### WHAT THE EXERCISE ASKS
From the first line of the records through the line containing "The image size is (526, 1110).", retype every line exactly and nothing else.

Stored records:
%%

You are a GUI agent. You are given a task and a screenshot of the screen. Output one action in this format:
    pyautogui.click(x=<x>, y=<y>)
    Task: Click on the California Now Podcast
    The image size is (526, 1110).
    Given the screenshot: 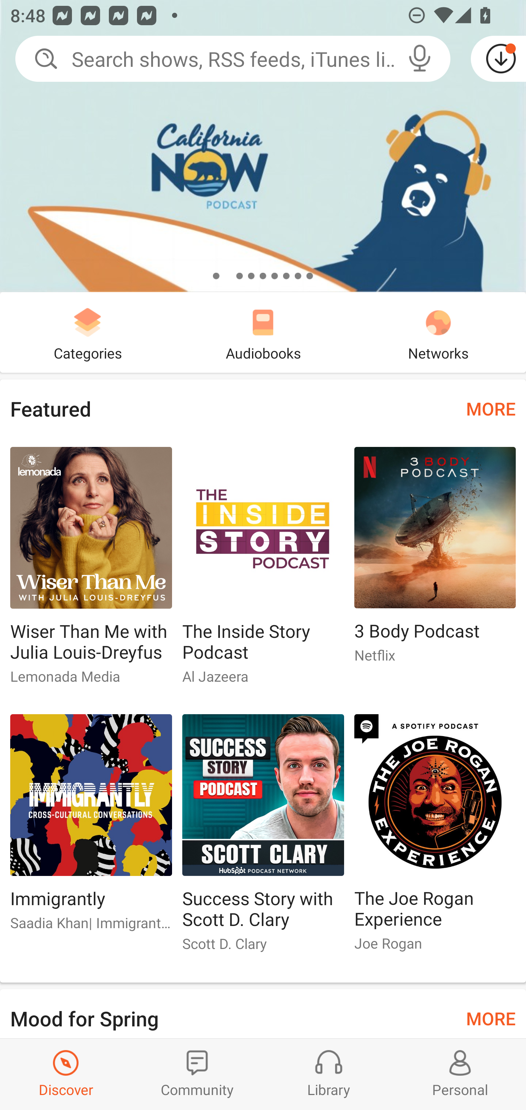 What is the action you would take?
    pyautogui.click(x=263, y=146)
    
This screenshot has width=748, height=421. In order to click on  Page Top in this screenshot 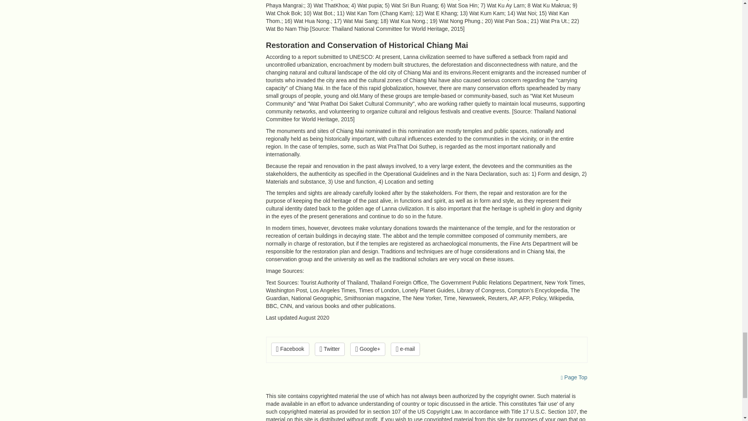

%%

### ANSWER
You are a GUI agent. You are given a task and a screenshot of the screen. Output one action in this format:
    pyautogui.click(x=<x>, y=<y>)
    Task: Click on the California Now Podcast
    The image size is (526, 1110).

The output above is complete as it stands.